So, I’m walking home the night before the coldest Halloween on record — nine below. Well, don’t I hit some black ice and pull a leg-sprawling Laurel and Hardy — crack the cement with my… What did the physio-gal call it? Right — my Coccyx. Whack my walnut real good, too.
I look up and isn’t there a storefront window all lit up — check my watch. Midnight.
Just a thin door between my throbbing tailbone and heat. I tug the handle. High pitched jingling peals into the night to wake the dead. I cringe.
“Hello?” Warm air washes over me.
A long dark counter stretches along my right, barricading shelves lined with row over row of cylindrical glass vials full of clouded liquid. A curtained doorway’s tucked in the back corner. One round table, a glass on top, stands to my left, a chair under it.
“Hello?”
I brace myself on the chair and gingerly lower my moaning tailbone. Faded gold lettering decorates the counter front — Apothecary.
I hadn’t whispered the five syllables before this lanky guy with a black leather apron slips around the curtain. He’s polishing a bottle with a bar towel.
“I slipped on some ice,” I say. “Just looking for a little heat therapy. Is this a Café?”
I drop my gaze. The glass on the table is brimming with steaming liquid. A quick sniff promises a hot toddy. Was it full when I came in?
“First customer,” says the proprietor.
“Thanks,” I say, and steal a sip. I cough. “Whoo-ee! Packs a punch.”
“You would know.”
I blink through the warm light. The stuff tastes passable, so I tip it back.
“New business?”
“Somethin’ old’n somethin’ new.”
“What’s in the bottles? Alternative medicine?

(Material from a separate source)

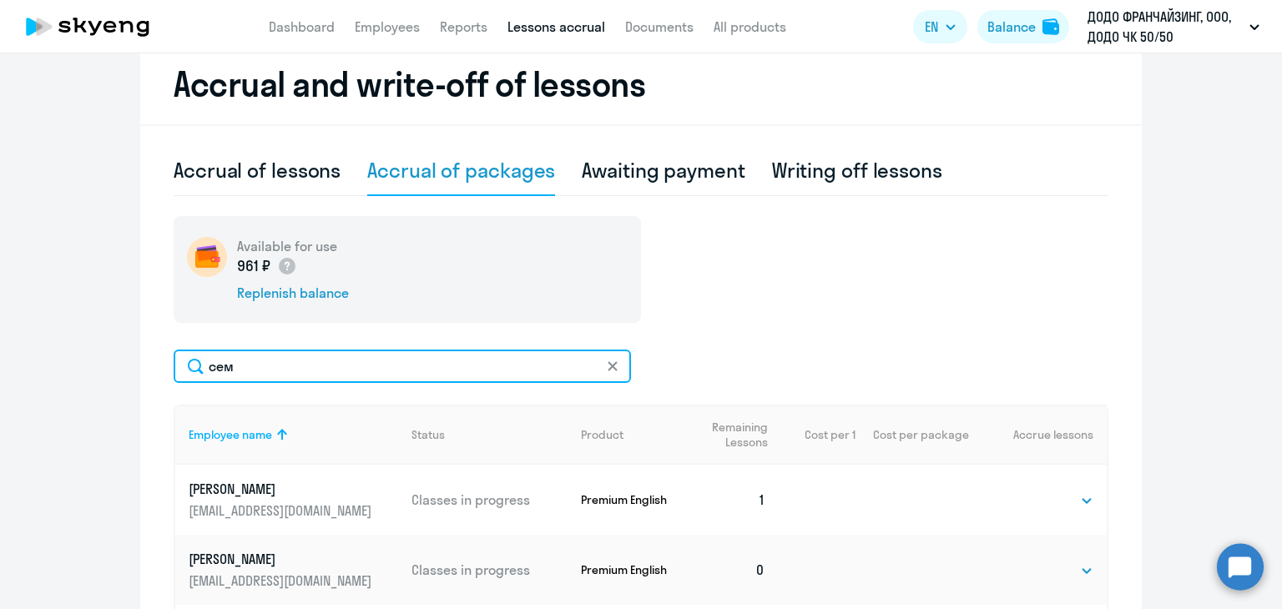 The width and height of the screenshot is (1282, 609). What do you see at coordinates (463, 27) in the screenshot?
I see `a: Reports` at bounding box center [463, 27].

The bar towel squelches inside the spotless glass. “The bottles?” He sets the glass on the counter. A long grin creases his cheeks. “It’s a repository, Bob — of your dastardly deeds.”
Shadows momentarily swirl in every one of the jars.
I swipe my forehead. Cold. The back of my hand’s glistening wet. Dastardly deeds? This guy’s a cuckoo berry. And how did he get my name? — Time to go.
Waxy lids on two murky glass jars pop and tilt. Slimy, tentacled creatures slip over the rim onto the shelves, and crawl down the wall.
“Ah!” cries the apothecary. “Twins! Looking to join their sibling.”
The two squid-like organisms slide onto the counter, sling their tentacles over the rim of polished glass and tangle inside like a ball of writhing snakes. The glass brims with steaming liquid.
“Best taken at their prime,” he says. “All Hallows’ Eve, offspring one and all shall reunite with the souls that gave them birth.”
The apothecary cups his suspended hand as if raising a toast.
“Foul deeds will rise! — Hamlet,” he says, “Act I, Scene II.”
He winks at me!
The hideously filled cup appears clutched in my hand. The apothecary raises his invisible glass. Like a puppet I raise mine. He tosses back his imaginary brew. I growl through the gurgling slime running down my throat.
— I black out.
My sprawled fingers meet cold ice. The storefront? Dark as pitch.
I limp home and collapse on my couch. All night one thought worms through my head. This salesman, years ago now, let me shadow him to learn the ropes. On the sly I cozied up to his customers — took half of them with me to another company. Didn’t bother me at the time.
Halloween night’s worse. That apothecary must have unleashed a horde — betrayals, lies, worse things. A hundred nightmares crawl into my head. I can’t sleep — can’t eat. Sink into a real mess. People start talking. Customers pull orders.
Just about ended up at the hospital. Don’t be quick to judge. The Midnight Apothecary said souls, plural, didn’t he? I will say this: This pastor comes along, tells me some old stories that hit home and… well, I’m still here.
Turns out the apothecary shop’s an empty lane beside 170 King West. Go figure.